Segment Open
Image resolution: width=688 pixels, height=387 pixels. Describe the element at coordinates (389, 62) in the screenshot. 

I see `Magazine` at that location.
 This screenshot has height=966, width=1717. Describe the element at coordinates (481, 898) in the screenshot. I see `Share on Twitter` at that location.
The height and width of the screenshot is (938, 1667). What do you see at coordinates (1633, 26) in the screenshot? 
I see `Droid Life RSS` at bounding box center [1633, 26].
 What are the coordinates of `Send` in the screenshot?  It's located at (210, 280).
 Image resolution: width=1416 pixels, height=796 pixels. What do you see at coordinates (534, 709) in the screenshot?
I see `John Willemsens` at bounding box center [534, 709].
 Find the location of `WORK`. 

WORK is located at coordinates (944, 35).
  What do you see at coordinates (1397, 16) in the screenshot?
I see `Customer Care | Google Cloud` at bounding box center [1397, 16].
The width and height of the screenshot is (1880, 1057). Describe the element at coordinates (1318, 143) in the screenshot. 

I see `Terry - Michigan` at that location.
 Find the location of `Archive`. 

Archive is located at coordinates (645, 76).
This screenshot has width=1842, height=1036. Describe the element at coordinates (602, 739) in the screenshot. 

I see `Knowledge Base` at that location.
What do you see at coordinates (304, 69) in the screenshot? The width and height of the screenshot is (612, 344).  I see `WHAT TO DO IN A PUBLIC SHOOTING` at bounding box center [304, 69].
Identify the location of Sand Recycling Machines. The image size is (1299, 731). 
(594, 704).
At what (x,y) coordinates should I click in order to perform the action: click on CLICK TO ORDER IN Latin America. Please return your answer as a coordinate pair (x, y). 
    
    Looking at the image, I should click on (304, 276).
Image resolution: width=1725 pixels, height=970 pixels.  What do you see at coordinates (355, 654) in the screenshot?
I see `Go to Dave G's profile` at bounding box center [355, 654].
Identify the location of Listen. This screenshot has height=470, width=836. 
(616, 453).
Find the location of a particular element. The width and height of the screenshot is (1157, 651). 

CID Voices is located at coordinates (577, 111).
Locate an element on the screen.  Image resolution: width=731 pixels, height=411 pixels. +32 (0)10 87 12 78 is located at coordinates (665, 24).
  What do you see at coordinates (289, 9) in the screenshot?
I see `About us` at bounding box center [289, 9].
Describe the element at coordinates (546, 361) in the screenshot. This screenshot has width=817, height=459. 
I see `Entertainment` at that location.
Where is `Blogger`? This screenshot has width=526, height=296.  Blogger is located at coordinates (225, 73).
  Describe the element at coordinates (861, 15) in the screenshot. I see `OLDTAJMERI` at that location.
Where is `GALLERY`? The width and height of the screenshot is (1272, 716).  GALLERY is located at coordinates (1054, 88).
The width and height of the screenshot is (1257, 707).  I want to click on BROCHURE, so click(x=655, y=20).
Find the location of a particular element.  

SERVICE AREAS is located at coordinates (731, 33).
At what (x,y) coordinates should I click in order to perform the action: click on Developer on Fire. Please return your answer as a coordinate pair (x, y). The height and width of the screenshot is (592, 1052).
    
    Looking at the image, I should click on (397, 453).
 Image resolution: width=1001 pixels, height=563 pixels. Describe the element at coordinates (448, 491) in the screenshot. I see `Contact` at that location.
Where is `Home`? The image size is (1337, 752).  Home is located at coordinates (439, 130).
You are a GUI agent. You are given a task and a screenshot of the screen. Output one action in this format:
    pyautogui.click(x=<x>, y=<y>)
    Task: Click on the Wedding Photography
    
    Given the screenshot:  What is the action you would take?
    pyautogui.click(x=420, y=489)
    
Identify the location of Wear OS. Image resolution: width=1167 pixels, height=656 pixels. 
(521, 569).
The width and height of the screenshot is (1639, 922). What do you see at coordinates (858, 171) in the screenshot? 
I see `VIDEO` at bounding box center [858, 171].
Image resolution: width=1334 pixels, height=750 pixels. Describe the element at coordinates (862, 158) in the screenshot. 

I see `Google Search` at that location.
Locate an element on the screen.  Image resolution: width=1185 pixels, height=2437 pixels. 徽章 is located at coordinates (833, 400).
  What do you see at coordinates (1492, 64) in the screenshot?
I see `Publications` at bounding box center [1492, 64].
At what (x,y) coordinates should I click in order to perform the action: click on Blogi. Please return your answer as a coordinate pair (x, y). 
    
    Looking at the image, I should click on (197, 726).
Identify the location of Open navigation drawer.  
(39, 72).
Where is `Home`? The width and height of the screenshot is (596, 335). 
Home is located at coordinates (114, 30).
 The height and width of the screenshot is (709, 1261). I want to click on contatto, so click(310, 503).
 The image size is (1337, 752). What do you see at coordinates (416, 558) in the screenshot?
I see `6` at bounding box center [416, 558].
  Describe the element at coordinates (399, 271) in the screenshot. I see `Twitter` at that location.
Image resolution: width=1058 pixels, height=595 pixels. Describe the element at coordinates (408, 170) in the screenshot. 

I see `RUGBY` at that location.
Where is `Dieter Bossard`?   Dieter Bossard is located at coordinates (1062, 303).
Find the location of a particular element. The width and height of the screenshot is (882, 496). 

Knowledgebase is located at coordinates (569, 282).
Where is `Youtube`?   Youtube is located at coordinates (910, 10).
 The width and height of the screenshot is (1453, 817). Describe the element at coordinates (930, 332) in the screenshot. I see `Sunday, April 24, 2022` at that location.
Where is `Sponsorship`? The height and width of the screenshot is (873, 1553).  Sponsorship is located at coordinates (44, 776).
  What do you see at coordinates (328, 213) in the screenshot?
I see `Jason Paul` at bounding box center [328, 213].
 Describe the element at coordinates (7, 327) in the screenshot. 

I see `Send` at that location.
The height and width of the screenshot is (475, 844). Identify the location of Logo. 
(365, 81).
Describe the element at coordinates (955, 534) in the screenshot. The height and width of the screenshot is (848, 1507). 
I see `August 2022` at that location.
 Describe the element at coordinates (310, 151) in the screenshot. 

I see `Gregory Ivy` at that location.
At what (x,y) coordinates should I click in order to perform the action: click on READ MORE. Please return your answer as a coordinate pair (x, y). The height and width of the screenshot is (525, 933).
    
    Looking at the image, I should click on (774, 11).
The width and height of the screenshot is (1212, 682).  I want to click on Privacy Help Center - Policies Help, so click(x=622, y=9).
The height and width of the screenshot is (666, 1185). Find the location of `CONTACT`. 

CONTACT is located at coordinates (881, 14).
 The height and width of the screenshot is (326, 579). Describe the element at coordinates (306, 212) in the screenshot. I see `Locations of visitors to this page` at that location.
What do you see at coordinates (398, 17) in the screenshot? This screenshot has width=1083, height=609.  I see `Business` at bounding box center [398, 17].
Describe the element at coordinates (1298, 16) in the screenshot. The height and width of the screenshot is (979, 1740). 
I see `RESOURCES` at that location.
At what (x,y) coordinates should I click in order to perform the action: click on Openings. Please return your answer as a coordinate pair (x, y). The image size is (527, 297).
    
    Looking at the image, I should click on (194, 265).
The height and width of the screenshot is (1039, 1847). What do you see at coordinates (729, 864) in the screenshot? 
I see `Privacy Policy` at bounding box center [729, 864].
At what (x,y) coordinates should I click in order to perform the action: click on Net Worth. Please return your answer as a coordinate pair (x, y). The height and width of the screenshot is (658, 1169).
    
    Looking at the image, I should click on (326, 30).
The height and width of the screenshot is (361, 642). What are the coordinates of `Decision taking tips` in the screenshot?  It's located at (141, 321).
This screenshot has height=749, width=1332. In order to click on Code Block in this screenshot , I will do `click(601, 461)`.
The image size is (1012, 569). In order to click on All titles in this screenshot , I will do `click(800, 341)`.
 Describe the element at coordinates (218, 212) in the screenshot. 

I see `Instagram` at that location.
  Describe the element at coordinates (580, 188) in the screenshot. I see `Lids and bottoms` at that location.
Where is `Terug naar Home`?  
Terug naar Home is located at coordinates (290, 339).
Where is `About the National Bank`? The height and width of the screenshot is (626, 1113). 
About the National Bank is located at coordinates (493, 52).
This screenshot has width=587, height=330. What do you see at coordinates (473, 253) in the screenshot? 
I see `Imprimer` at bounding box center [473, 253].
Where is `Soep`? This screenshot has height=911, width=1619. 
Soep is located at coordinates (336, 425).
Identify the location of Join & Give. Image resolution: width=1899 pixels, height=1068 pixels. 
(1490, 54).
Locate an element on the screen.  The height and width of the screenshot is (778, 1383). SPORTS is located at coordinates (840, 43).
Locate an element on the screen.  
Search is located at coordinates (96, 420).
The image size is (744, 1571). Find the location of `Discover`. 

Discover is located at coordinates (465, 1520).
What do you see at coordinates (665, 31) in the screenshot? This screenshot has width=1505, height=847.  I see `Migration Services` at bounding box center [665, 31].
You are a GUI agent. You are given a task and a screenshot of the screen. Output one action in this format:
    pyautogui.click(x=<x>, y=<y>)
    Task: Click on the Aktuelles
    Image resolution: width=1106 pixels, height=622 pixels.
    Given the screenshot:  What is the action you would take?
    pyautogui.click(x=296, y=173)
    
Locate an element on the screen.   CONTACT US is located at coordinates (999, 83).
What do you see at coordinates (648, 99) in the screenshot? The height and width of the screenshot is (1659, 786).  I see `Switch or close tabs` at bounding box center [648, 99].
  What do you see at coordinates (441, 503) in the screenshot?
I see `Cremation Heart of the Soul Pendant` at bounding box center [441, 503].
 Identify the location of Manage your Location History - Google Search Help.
Segment Closed
* Exercise details: Please return only the lines above, starting at the line that has "Identify the location of Join" and ending at the line that has "Image resolution: width=1106", keeping both and leaving each one unchanged.

* Response area:
Identify the location of Join & Give. Image resolution: width=1899 pixels, height=1068 pixels. 
(1490, 54).
Locate an element on the screen.  The height and width of the screenshot is (778, 1383). SPORTS is located at coordinates (840, 43).
Locate an element on the screen.  
Search is located at coordinates (96, 420).
The image size is (744, 1571). Find the location of `Discover`. 

Discover is located at coordinates (465, 1520).
What do you see at coordinates (665, 31) in the screenshot? This screenshot has width=1505, height=847.  I see `Migration Services` at bounding box center [665, 31].
You are a GUI agent. You are given a task and a screenshot of the screen. Output one action in this format:
    pyautogui.click(x=<x>, y=<y>)
    Task: Click on the Aktuelles
    Image resolution: width=1106 pixels, height=622 pixels.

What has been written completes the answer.